Black history is being taught already in Leon County. But so
Source: Daily Mail (UK)
August 4, 2009
A German Jew sent to Britain as a schoolboy to escape Hitler's gas chambers is to be a witness for the prosecution at what is expected to be the last great Nazi war crimes trial.
Kurt Gutmann, 82, has been chosen as one of a handful of co-plaintiffs who will testify against John Demjanjuk, who is accused of taking part in the murders of 27,900 people at the Sobibor extermination camp in occupied Poland.
Kurt’s brother Hans and his mother Jeanette died there in 1942, tw
Source: Telegraph (UK)
August 5, 2009
Russia has revived a Cold War military tradition by deploying nuclear-powered submarines close to the US coastline.
Two Akula class submarines have been patrolling 200 miles off the US east coast but remained just inside international waters, the Pentagon said.
The mission, the first of its kind for at least 15 years, recalled many underwater confrontations of the Cold War when the United States and the Soviet Union regularly stationed submarines off each other's coast
Source: BBC
August 5, 2009
The world of espionage lies at the heart of the mythology of the Cold War.
But while the tales of adventure, betrayal and mole hunts have proved a source of rich inspiration for thriller writers, did they actually make a difference to the outcome?
It is difficult to know the answer.
One reason it is hard to make a judgement is that much of the intelligence collected was military or tactical in nature, and would only have proven useful if the Cold War had g
Source: Telegraph (UK)
August 5, 2009
An effort by one of Germany's leading Holocaust deniers to set up a neo-Nazi "youth camp" in a rural hotel has been scotched by a court decision to have the neo-Nazis thrown out.
The court in Lower Saxony cleared the way for the debt-ridden hotel's receiver to evict the neo-Nazis, who had been occupying the premises amid a tense standoff with police and local anti-Nazi protesters.
Hours before the decision, German commandos had raided the hotel after hearing
Source: Telegraph (UK)
August 5, 2009
Italy is planning to build a 200ft high, solar energy-producing statue of one of its most cherished saints.
The statue of Padre Pio, who was canonised in 2002 by Pope John Paul II and has a huge worldwide following, will be built on a hill in southern Italy, close to the town where he is commemorated.
It will cost several million pounds, with the money to be raised from his followers around the world.
The statue will be coated in a special photovoltaic pai
Source: Times (UK)
August 5, 2009
A Ministry of Defence press officer has claimed that being forced to tell lies about the war in Iraq has left him with post-traumatic stress disorder.
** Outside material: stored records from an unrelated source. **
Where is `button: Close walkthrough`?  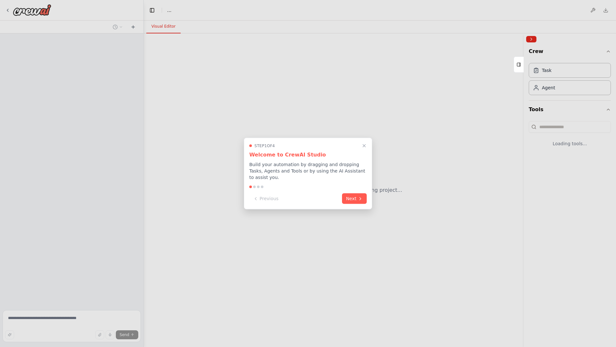 button: Close walkthrough is located at coordinates (364, 146).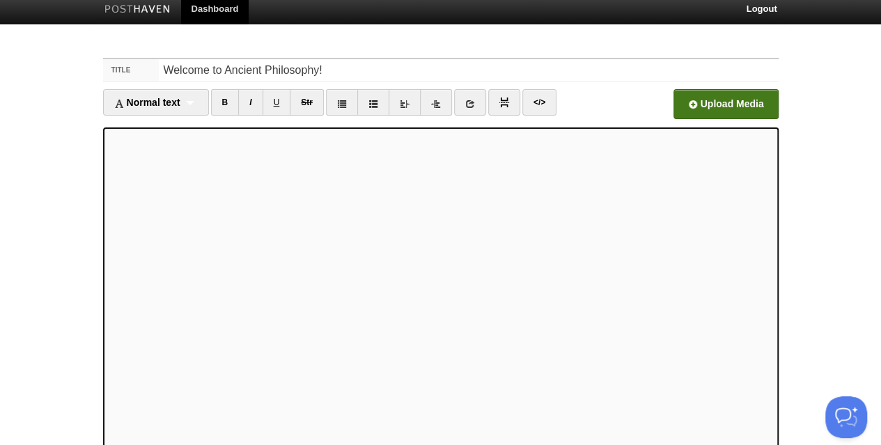  I want to click on a: B, so click(225, 102).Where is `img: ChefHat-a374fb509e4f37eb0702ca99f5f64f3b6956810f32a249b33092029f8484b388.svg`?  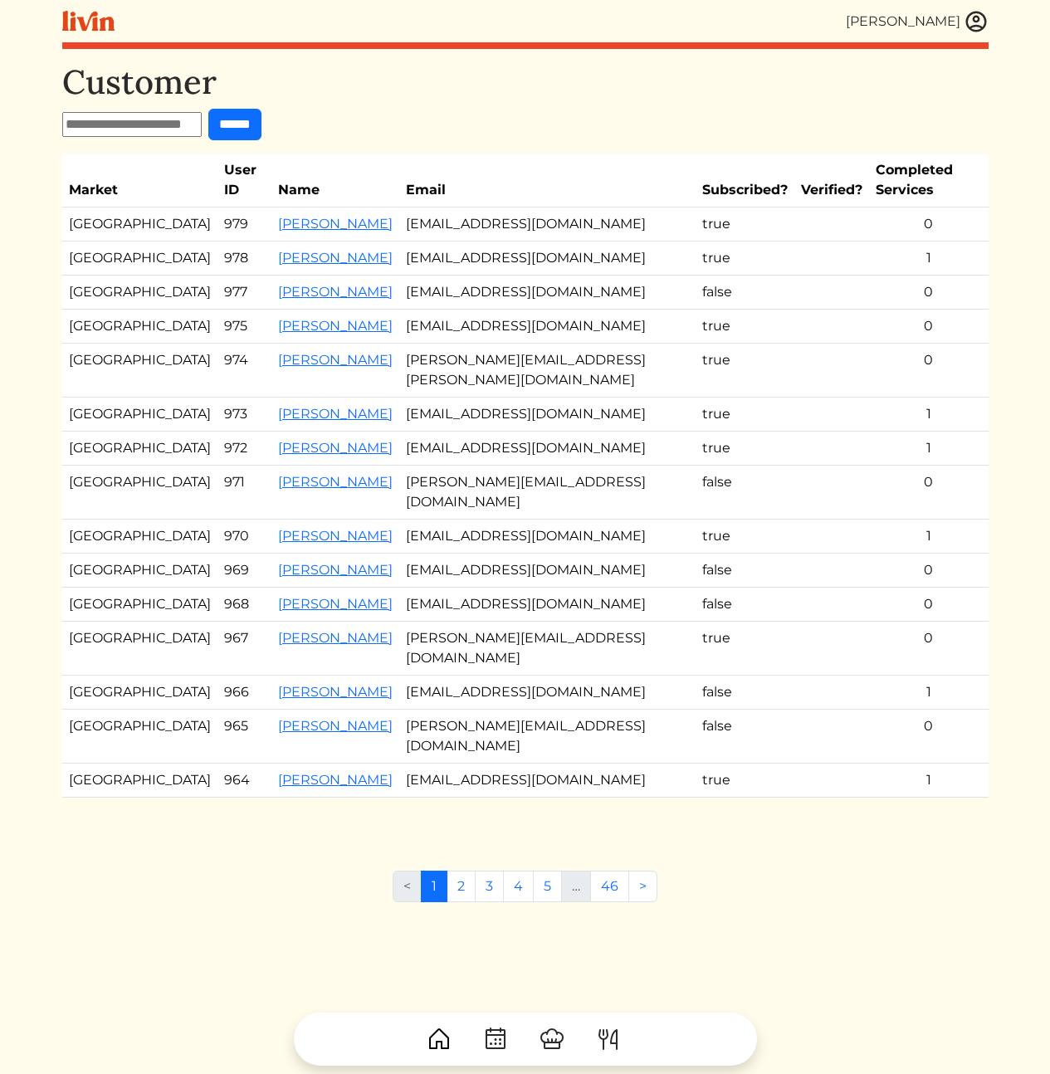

John Salisbury-Baker, 62, who spoke for the Armed Forces in the North East, said that he had struggled to cope with a stress-related condition for the past two years. He is based at the Imphal Barracks in York.
He is pursuing a claim for disability discrimination on the grounds that the stress of the job has effectively l
Source: Times (UK)
August 5, 2009
Lockerbie victim families expressed anger today after the Scottish Justice Secretary made an unprecedented visit to the bomber in prison as speculation grew that he could be returned to Libya.
Kenny MacAskill met with Abdel Basset Ali al-Megrahi, 57, at Greenock Prison, as part of ongoing deliberations about his future. It is thought to be the first time a senior Holyrood minister has visited a convicted killer in jail.